V_{k+1}(s) = \max_a \sum_{s'} p(s' | s,a) [r(s, a, s') + \gamma \, V_k(s') ]

  • Note that this is equivalent to turning the Bellman optimality equation into an update rule.

  • Value iteration converges to V^*, faster than policy iteration, and should be stopped when the values do not change much anymore.

Value iteration

  • Initialize a deterministic policy \pi(s) and set V(s)=0 \; \forall s \in \mathcal{S}.

  • while not converged:

    • for all states s:

      • V_\text{target}(s) = \max_a \, \sum_{s' \in \mathcal{S}} p(s' | s, a) \, [ r(s, a, s') + \gamma \, V (s') ]
    • \delta = 0

    • for all states s:

      • \delta = \max(\delta, |V(s) - V_\text{target}(s)|)

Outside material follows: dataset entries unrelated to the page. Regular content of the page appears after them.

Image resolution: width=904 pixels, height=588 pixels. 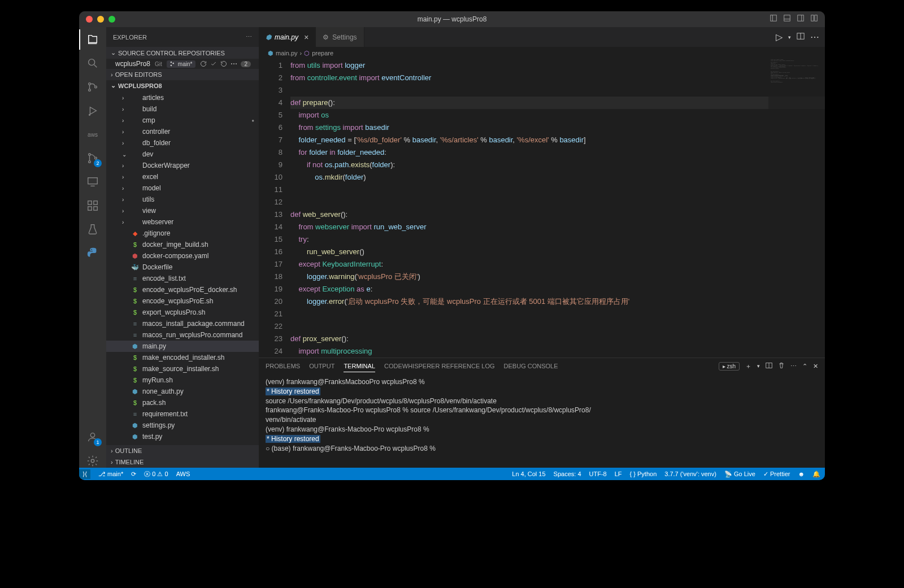 What do you see at coordinates (182, 120) in the screenshot?
I see `tree-item-cmp: ›cmp●` at bounding box center [182, 120].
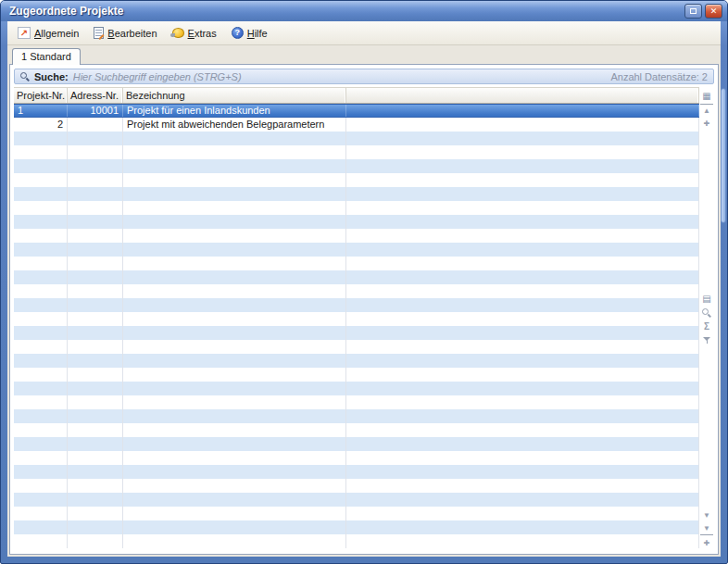 The width and height of the screenshot is (728, 564). What do you see at coordinates (693, 11) in the screenshot?
I see `maximize-button` at bounding box center [693, 11].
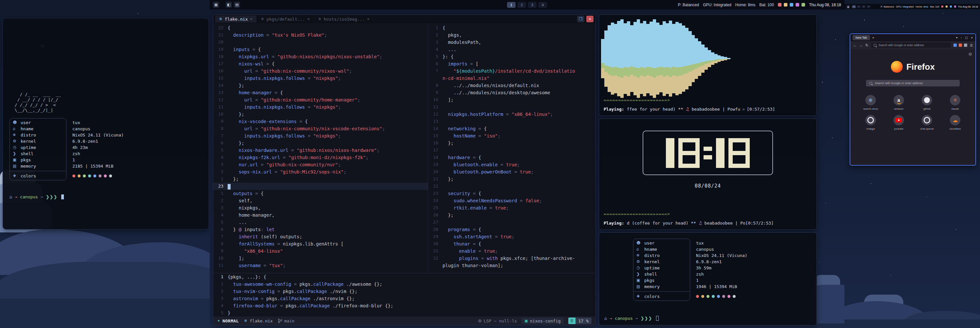 This screenshot has width=980, height=328. Describe the element at coordinates (927, 122) in the screenshot. I see `shortcut-chat.openai: chat.openai` at that location.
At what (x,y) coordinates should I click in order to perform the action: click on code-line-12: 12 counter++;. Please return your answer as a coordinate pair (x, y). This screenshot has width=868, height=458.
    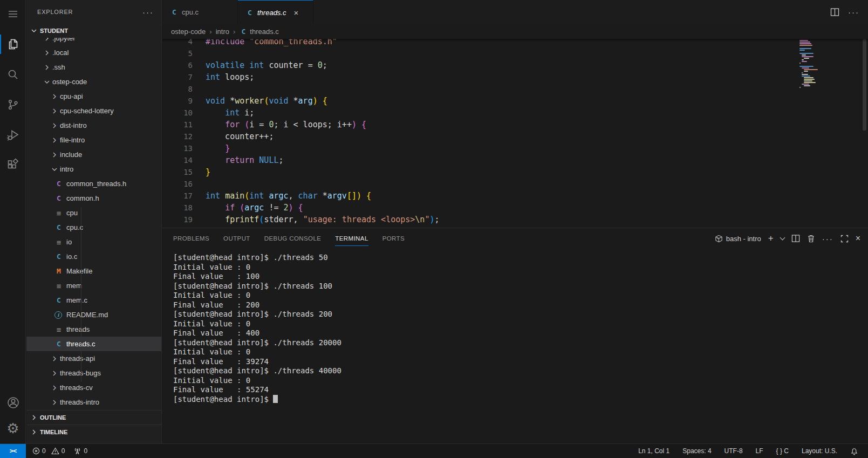
    Looking at the image, I should click on (515, 136).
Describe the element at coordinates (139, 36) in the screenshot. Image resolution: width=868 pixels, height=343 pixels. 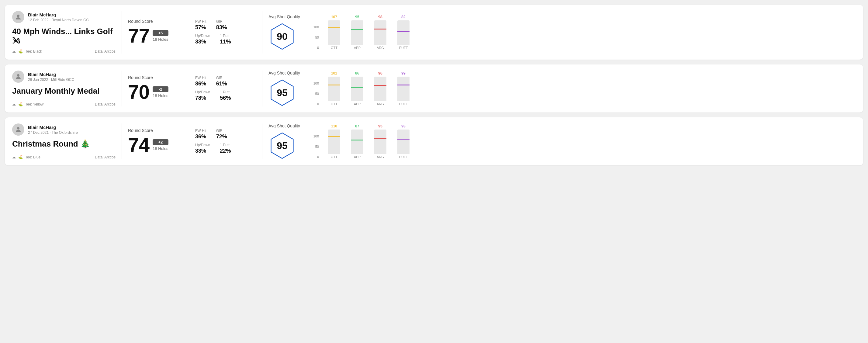
I see `score-number: 77` at that location.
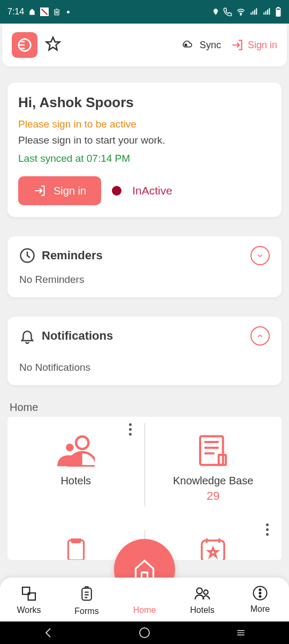 Image resolution: width=289 pixels, height=644 pixels. What do you see at coordinates (260, 336) in the screenshot?
I see `collapse-notifications` at bounding box center [260, 336].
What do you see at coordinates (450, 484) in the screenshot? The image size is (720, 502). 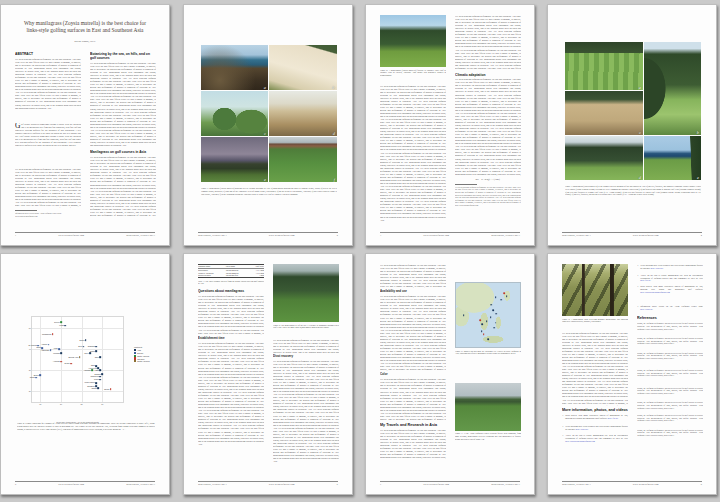 I see `page-footer: 7 www.asianturfgrass.com Manilagrass, Oc…` at bounding box center [450, 484].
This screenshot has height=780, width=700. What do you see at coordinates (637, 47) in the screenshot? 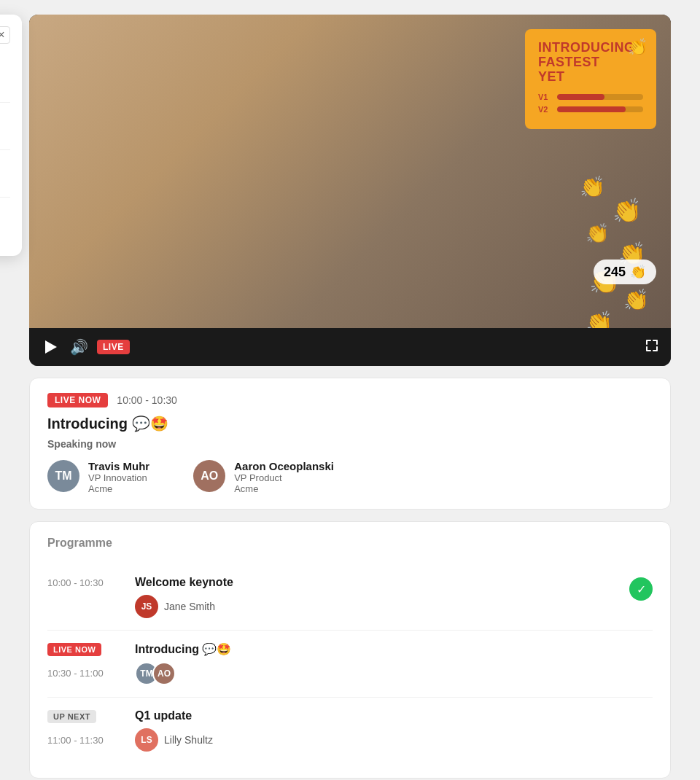
I see `intro-hand-emoji: 👏` at bounding box center [637, 47].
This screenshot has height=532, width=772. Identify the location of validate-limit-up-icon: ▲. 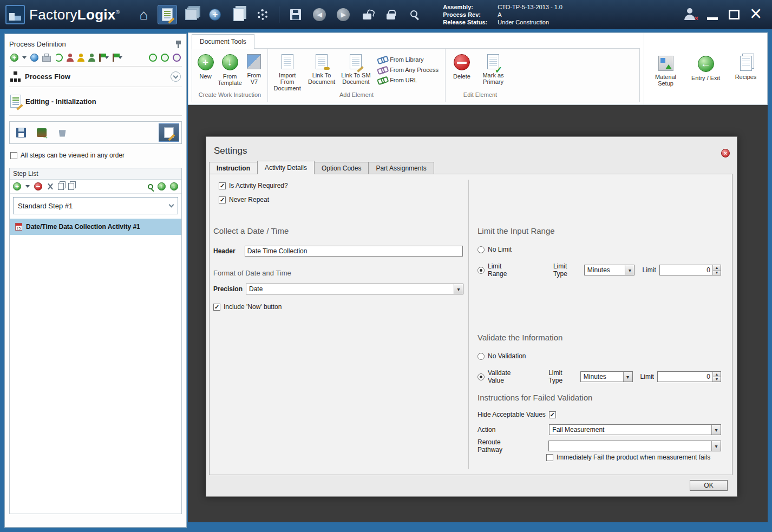
(717, 375).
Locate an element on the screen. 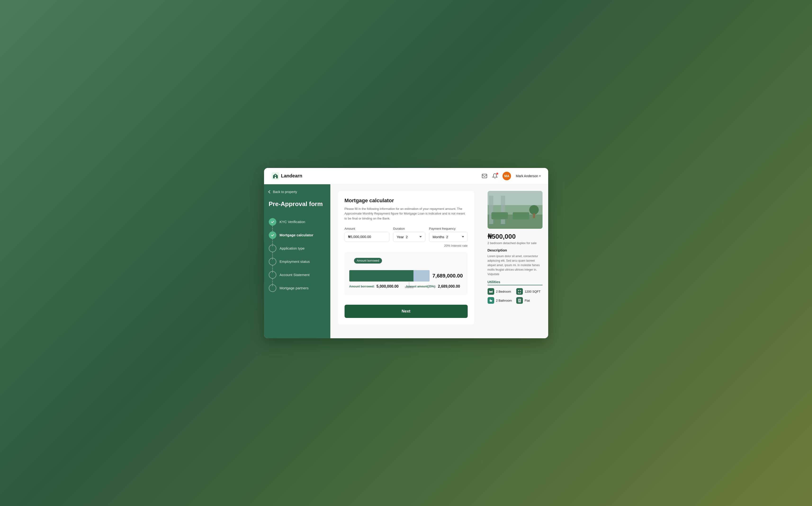  summary-borrowed: Amount borrowed: 5,000,000.00 is located at coordinates (374, 286).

      • V(s) = V_\text{target}(s)

    • if \delta < \delta_\text{threshold}:

      • converged = True

Comparison of Policy- and Value-iteration

Full policy-evaluation backup

V_{k+1} (s) \leftarrow \sum_{a \in \mathcal{A}(s)} \pi(s, a) \, \sum_{s' \in \mathcal{S}} p(s' | s, a) \, [ r(s, a, s') + \gamma \, V_k (s') ]

Full value-iteration backup

V_{k+1} (s) \leftarrow \max_{a \in \mathcal{A}(s)} \sum_{s' \in \mathcal{S}} p(s' | s, a) \, [ r(s, a, s') + \gamma \, V_k (s') ]

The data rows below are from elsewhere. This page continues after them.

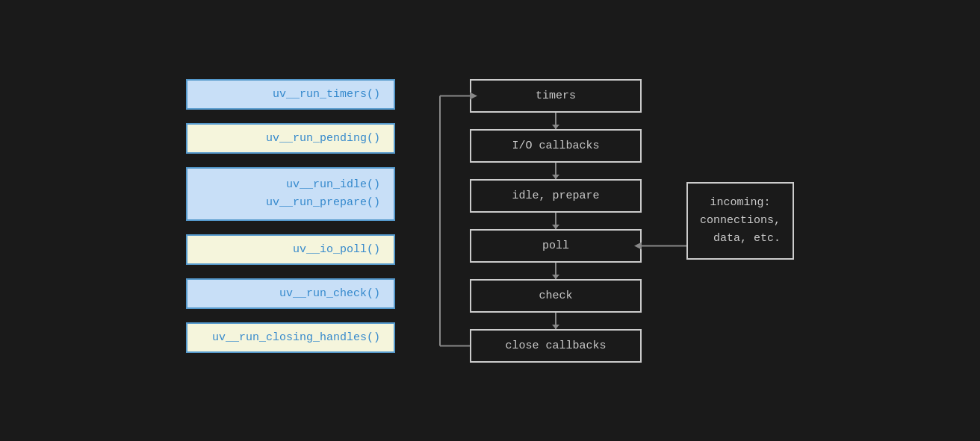 This screenshot has height=441, width=980. I want to click on phase-idle-row: idle, prepare, so click(556, 196).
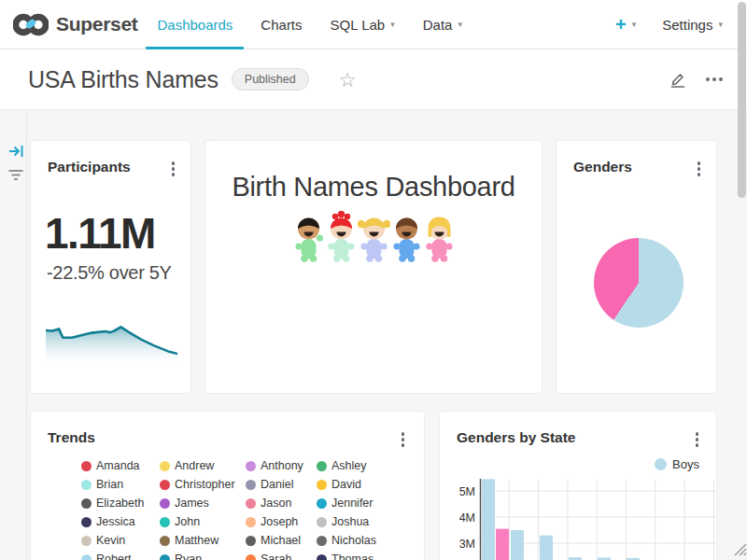  Describe the element at coordinates (120, 484) in the screenshot. I see `legend-item-brian: Brian` at that location.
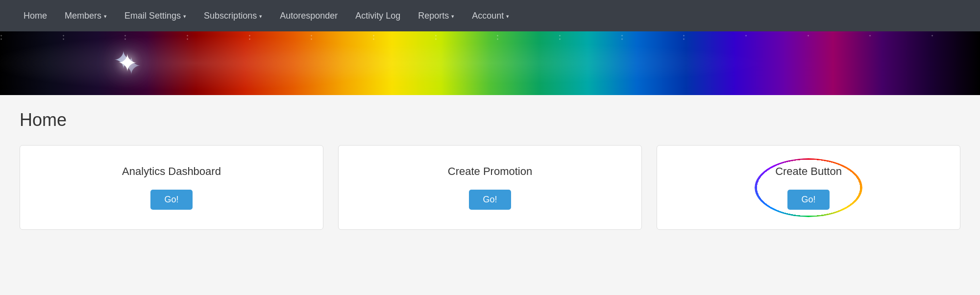 This screenshot has height=295, width=980. What do you see at coordinates (172, 172) in the screenshot?
I see `card-analytics-title: Analytics Dashboard` at bounding box center [172, 172].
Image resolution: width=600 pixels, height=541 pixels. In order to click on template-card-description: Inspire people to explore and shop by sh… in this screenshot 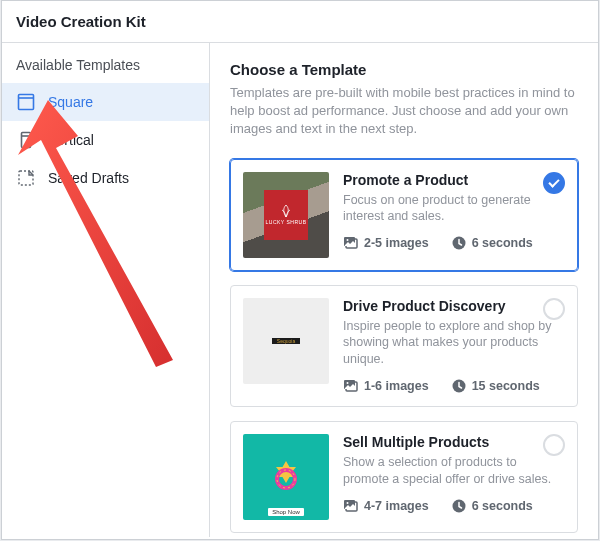, I will do `click(454, 344)`.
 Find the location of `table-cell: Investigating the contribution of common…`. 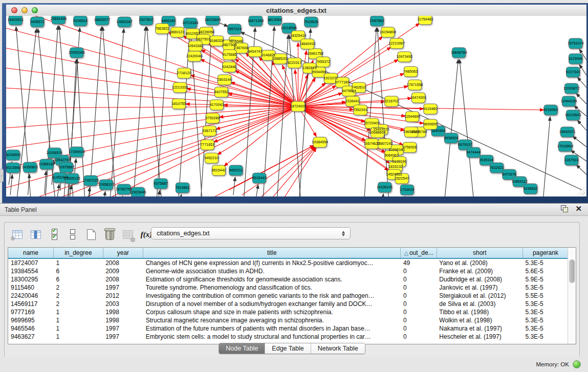

table-cell: Investigating the contribution of common… is located at coordinates (272, 296).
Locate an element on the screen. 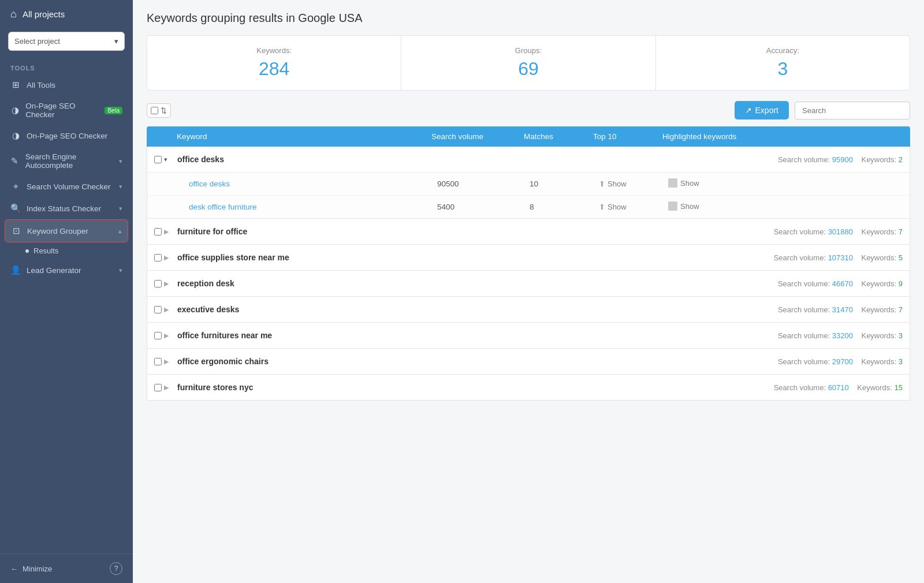 Image resolution: width=924 pixels, height=583 pixels. sidebar-item-lead-generator: 👤 Lead Generator ▾ is located at coordinates (66, 270).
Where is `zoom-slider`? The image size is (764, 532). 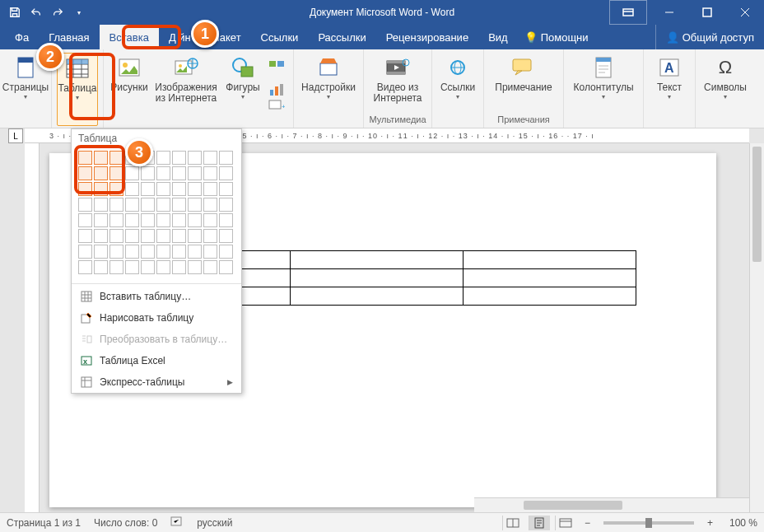 zoom-slider is located at coordinates (649, 523).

Asynchronous dynamic programming

  • Synchronous DP requires exhaustive sweeps of the entire state set (synchronous backups).

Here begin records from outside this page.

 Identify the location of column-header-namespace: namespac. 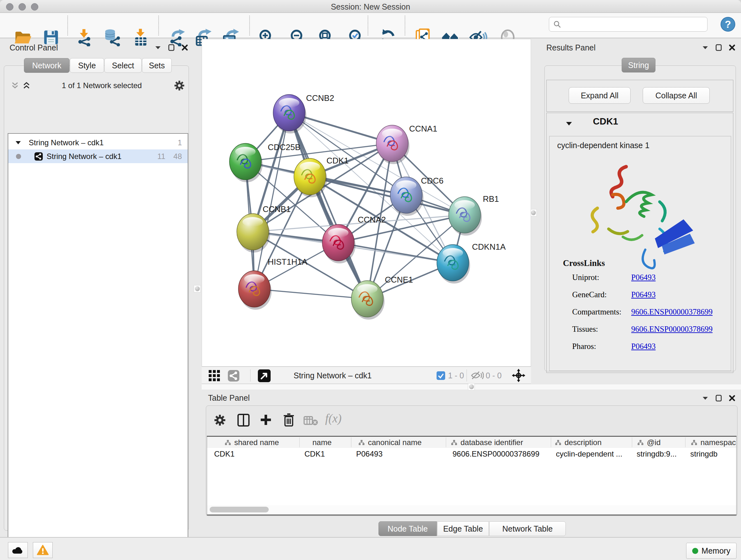
(714, 442).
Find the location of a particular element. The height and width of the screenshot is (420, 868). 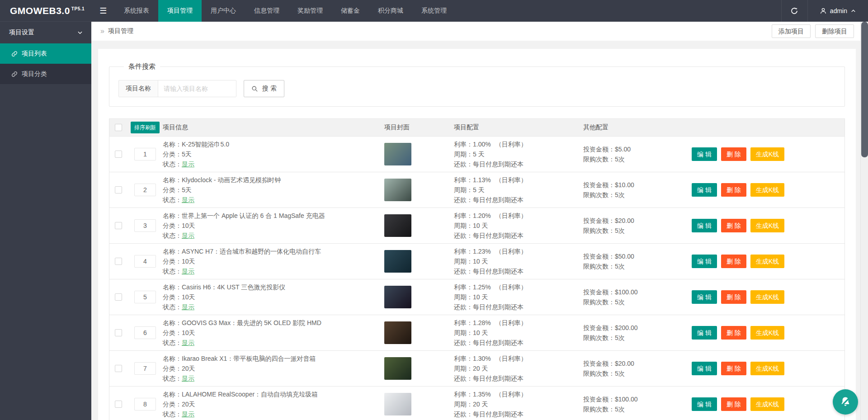

main-menu: 系统报表项目管理用户中心信息管理奖励管理储蓄金积分商城系统管理 is located at coordinates (285, 11).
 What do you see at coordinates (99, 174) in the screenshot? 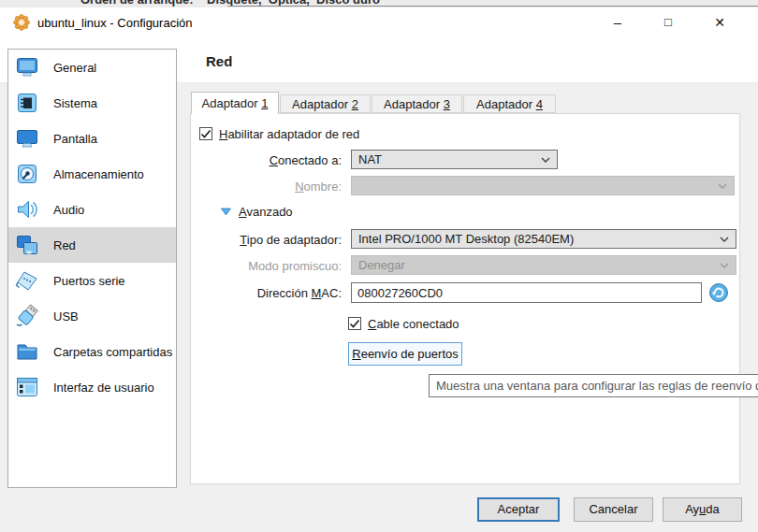
I see `sidebar-item-label: Almacenamiento` at bounding box center [99, 174].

    • while not converged:

      • for all states s:

        • V_\text{target}(s) = \max_a \, \sum_{s' \in \mathcal{S}} p(s' | s, a) \, [ r(s, a, s') + \gamma \, V (s') ]
      • for all states s:

        • V(s) = V_\text{target}(s)
  • Asynchronous DP updates instead each state independently and asynchronously (in-place):

    • while not converged:

      • Pick a state s randomly (or following a heuristic).

      • Update the value of this state.

      V(s) = \max_a \, \sum_{s' \in \mathcal{S}} p(s' | s, a) \, [ r(s, a, s') + \gamma \, V (s') ]

  • We must still ensure that all states are visited, but their frequency and order is irrelevant.

Efficiency of Dynamic Programming

  • Policy-iteration and value-iteration consist of alternations between policy evaluation and policy improvement, although at different frequencies.

  • This principle is called Generalized Policy Iteration (GPI).

  • Finding an optimal policy is polynomial in the number of states and actions: \mathcal{O}(n^2 \, m) (n is the number of states, m the number of actions).

  • However, the number of states is often astronomical, e.g., often growing exponentially with the number of state variables (what Bellman called “the curse of dimensionality”).

  • In practice, classical DP can only be applied to problems with a few millions of states.

Curse of dimensionality

Source: https://medium.com/diogo-menezes-borges/give-me-the-antidote-for-the-curse-of-dimensionality-b14bce4bf4d2

  • If one variable can be represented by 5 discrete values:

    • 2 variables necessitate 25 states,

    • 3 variables need 125 states, and so on…

  • The number of states explodes exponentially with the number of dimensions of the problem.